Outdoor apparel ‘The North Face’ lost over 200K data to hackers

September 8, 2022
Outdoor Apparel The North Face US Compromised Data Hackers Credential Stuffing Intrusion

One of the most popular outdoor apparel firms, ‘The North Face,’ had recently suffered from a cyberattack incident involving threat actors launching credential stuffing on their website. This incident caused a compromise to over 194,000 user accounts on the outdoor apparel firm’s official website.

During credential stuffing campaigns, the hackers attempt to intrude into user accounts of websites using credentials, such as email addresses, usernames, and passwords, they have acquired from other data breach incidents.

While the attack on the outdoor apparel firm initially commenced last July 26, its website admins only detected unusual activity on August 11. Subsequently, the firm’s security team immediately began mitigation measures until they obstructed it on August 19.

 

Based on investigations, the cyberattack allowed threat actors to hack into user accounts on the outdoor apparel firm’s website, compromising massive critical information of customers.

 

These compromised customer data include full names, billing and shipping addresses, purchase histories, contact numbers, genders, account creation dates, and XPLR Pass reward records.

Fortunately, The North Face confirmed that their customers’ financial information was not included in the hack since these sensitive banking details are not stored on their website.

The outdoor apparel firm’s parent company, VF Corporation, had begun notifying affected customers through email. In addition to the measures applied, user account passwords were all reset, and all of the customers’ payment card tokens that had been hacked were deleted.

Because of these incident response mitigations, all affected customers must register new passwords on their North Face accounts and re-enter their banking information. To ensure that the same incident is avoided in the future, users must establish a stronger and longer password combination.

Hackers mostly succeed in credential stuffing campaigns when users keep on reusing their passwords on all of their accounts online. Account compromises could be avoided if users will begin applying unique passwords to their accounts on different platforms, making them strong and not easy to guess.

In November 2020, The North Face also implemented a wide-scale password reset on their website because of the same cyberattack incident concerning credential stuffing.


▶ What to do
Please reproduce, exactly and in full, the lines running from the one that contains "Where would I find 'window'?" to the end of the entries.

▶ Exercise data
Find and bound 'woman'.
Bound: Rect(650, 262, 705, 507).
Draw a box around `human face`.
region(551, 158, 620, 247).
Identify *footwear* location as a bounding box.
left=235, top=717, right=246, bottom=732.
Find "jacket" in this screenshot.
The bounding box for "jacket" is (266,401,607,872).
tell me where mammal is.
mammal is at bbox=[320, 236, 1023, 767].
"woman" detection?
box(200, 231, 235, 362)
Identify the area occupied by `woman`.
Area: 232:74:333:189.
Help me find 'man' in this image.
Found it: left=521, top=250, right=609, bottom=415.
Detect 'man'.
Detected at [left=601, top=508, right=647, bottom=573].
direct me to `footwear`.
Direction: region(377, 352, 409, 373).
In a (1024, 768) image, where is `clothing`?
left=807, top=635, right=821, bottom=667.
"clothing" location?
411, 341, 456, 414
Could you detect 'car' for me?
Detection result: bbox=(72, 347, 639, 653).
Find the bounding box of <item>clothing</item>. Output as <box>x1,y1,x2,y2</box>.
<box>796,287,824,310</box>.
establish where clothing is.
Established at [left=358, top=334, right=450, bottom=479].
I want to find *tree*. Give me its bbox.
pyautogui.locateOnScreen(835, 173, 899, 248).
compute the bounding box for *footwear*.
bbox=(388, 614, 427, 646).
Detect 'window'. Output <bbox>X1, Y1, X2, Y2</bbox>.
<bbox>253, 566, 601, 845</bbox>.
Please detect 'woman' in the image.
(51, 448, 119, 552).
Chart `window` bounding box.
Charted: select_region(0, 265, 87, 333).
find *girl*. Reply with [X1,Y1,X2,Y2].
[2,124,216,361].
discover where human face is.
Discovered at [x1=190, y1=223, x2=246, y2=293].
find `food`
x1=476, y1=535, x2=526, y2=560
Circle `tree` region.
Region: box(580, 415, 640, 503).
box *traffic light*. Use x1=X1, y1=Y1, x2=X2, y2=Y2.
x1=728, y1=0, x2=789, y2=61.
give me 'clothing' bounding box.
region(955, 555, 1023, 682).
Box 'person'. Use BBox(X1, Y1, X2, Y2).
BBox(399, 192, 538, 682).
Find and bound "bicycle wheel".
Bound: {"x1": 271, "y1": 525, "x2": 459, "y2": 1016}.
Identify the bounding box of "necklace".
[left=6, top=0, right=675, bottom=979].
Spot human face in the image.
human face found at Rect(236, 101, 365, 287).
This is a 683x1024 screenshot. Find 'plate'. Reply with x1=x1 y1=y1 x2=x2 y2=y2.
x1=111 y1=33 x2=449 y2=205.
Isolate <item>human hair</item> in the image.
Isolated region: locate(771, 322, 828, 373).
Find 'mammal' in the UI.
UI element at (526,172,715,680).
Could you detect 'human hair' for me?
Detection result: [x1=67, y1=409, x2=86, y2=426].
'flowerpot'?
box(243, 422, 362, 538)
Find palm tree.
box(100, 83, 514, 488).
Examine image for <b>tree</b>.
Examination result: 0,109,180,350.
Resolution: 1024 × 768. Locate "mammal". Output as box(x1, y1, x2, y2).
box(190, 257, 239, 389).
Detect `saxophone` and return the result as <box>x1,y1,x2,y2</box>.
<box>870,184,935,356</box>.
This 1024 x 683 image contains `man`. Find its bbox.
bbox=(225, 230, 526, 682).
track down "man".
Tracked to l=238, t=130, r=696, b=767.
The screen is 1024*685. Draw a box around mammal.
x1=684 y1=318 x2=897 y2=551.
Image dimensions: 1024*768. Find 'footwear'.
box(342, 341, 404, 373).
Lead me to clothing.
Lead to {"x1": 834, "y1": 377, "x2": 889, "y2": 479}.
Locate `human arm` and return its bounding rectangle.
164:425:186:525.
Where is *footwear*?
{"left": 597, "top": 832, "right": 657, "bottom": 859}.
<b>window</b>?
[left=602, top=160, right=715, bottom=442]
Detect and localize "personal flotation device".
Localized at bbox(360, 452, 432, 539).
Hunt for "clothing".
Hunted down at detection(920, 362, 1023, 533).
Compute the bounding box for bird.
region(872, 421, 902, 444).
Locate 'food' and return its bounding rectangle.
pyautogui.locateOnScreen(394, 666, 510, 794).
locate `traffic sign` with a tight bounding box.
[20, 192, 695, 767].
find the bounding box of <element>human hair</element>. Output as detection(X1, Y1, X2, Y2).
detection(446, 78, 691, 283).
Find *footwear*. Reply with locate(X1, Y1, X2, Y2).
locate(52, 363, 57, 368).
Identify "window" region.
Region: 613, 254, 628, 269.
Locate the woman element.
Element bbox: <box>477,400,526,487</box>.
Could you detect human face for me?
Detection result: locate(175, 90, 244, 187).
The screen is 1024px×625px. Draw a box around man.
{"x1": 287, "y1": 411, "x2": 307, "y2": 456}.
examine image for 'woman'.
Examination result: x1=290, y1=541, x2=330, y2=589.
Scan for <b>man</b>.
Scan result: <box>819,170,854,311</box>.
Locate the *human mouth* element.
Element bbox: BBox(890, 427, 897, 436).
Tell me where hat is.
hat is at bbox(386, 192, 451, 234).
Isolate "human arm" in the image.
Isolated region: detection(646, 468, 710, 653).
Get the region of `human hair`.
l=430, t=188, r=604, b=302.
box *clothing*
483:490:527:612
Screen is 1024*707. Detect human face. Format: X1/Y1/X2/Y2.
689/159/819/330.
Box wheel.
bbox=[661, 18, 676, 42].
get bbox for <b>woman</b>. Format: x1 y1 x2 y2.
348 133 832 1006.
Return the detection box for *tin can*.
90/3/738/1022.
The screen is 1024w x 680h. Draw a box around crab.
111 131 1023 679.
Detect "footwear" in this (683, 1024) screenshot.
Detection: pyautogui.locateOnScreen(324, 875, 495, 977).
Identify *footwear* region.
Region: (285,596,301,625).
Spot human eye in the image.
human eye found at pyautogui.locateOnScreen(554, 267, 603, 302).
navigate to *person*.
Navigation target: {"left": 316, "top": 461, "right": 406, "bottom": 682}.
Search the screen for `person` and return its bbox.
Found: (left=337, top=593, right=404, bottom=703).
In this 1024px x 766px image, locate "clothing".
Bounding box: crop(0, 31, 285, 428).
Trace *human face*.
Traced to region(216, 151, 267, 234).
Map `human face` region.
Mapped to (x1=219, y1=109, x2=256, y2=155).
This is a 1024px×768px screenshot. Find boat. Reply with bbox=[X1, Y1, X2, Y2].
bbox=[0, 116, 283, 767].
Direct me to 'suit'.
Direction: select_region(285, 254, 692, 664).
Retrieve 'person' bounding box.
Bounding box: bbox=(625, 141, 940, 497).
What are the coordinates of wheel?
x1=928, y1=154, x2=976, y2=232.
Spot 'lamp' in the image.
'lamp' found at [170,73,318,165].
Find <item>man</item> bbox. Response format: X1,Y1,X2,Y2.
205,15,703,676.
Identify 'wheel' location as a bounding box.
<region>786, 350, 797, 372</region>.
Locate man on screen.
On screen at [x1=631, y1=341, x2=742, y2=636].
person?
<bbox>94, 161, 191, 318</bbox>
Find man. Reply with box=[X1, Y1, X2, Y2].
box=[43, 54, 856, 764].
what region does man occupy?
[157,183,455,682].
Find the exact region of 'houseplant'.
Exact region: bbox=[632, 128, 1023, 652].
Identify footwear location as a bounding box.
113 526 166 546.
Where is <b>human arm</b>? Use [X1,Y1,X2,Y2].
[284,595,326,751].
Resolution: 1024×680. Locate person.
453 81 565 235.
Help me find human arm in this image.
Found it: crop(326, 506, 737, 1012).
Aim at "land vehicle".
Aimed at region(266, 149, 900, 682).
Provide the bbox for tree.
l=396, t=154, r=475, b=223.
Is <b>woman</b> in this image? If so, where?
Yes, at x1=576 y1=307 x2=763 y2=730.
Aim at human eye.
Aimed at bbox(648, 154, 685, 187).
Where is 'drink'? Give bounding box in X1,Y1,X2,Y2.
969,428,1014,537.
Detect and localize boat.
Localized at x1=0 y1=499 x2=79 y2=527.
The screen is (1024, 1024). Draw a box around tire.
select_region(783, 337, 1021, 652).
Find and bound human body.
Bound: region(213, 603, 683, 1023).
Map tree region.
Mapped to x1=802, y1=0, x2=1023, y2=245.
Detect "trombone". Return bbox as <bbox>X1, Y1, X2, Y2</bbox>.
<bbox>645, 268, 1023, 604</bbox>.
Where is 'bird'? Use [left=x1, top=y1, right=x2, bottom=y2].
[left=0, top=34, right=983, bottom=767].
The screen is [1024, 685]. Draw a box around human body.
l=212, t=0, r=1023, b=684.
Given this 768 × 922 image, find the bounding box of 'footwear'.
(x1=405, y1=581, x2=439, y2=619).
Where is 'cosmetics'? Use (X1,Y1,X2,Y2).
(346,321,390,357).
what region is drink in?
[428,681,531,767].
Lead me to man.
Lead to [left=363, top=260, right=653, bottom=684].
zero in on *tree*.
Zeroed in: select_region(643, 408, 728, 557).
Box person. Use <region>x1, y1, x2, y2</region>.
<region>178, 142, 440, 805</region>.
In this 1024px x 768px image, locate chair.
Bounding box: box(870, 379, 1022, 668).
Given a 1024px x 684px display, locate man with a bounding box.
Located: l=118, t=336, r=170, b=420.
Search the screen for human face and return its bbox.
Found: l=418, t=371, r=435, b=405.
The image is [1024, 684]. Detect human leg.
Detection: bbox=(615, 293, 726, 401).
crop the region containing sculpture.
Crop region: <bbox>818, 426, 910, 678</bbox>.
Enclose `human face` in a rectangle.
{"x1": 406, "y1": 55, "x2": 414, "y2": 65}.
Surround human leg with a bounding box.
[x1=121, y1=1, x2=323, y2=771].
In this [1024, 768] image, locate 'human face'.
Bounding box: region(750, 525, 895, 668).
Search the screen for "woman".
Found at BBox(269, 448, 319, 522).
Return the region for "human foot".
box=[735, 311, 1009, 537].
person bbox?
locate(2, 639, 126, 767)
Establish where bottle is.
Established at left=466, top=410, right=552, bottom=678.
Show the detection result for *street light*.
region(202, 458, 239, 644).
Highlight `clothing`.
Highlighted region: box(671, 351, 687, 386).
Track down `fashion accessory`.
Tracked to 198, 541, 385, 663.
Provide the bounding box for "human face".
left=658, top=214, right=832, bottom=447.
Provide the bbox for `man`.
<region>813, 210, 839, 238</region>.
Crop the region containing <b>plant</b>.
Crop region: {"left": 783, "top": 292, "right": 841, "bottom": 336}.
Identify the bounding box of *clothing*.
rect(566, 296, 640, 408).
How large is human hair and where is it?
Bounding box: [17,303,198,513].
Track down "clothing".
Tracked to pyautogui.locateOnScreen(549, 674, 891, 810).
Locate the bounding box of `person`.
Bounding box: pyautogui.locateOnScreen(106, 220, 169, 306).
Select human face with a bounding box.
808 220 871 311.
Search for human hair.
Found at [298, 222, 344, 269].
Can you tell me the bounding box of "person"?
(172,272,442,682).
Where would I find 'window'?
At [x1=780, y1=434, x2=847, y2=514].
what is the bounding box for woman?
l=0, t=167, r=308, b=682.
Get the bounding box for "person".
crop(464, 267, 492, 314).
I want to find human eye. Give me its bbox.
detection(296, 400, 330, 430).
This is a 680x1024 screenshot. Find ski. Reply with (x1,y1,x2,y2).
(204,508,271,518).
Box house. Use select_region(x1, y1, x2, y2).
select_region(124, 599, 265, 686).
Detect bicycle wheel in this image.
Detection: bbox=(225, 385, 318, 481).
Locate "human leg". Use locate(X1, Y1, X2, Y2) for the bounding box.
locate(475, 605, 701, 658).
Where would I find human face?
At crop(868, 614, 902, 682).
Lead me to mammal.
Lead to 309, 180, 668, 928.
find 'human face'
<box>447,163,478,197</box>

▶ Output of the task
Where would I find 'window'?
At [x1=780, y1=434, x2=847, y2=514].
what is the bounding box for woman?
l=0, t=167, r=308, b=682.
Get the bounding box for "person".
crop(464, 267, 492, 314).
I want to find human eye. Give me its bbox.
detection(296, 400, 330, 430).
This is a 680x1024 screenshot. Find ski. Reply with (x1,y1,x2,y2).
(204,508,271,518).
Box house. Use select_region(x1, y1, x2, y2).
select_region(124, 599, 265, 686).
Detect bicycle wheel in this image.
Detection: bbox=(225, 385, 318, 481).
Locate "human leg". Use locate(X1, Y1, X2, Y2) for the bounding box.
locate(475, 605, 701, 658).
Where would I find human face?
At crop(868, 614, 902, 682).
Lead me to mammal.
Lead to 309, 180, 668, 928.
find 'human face'
<box>447,163,478,197</box>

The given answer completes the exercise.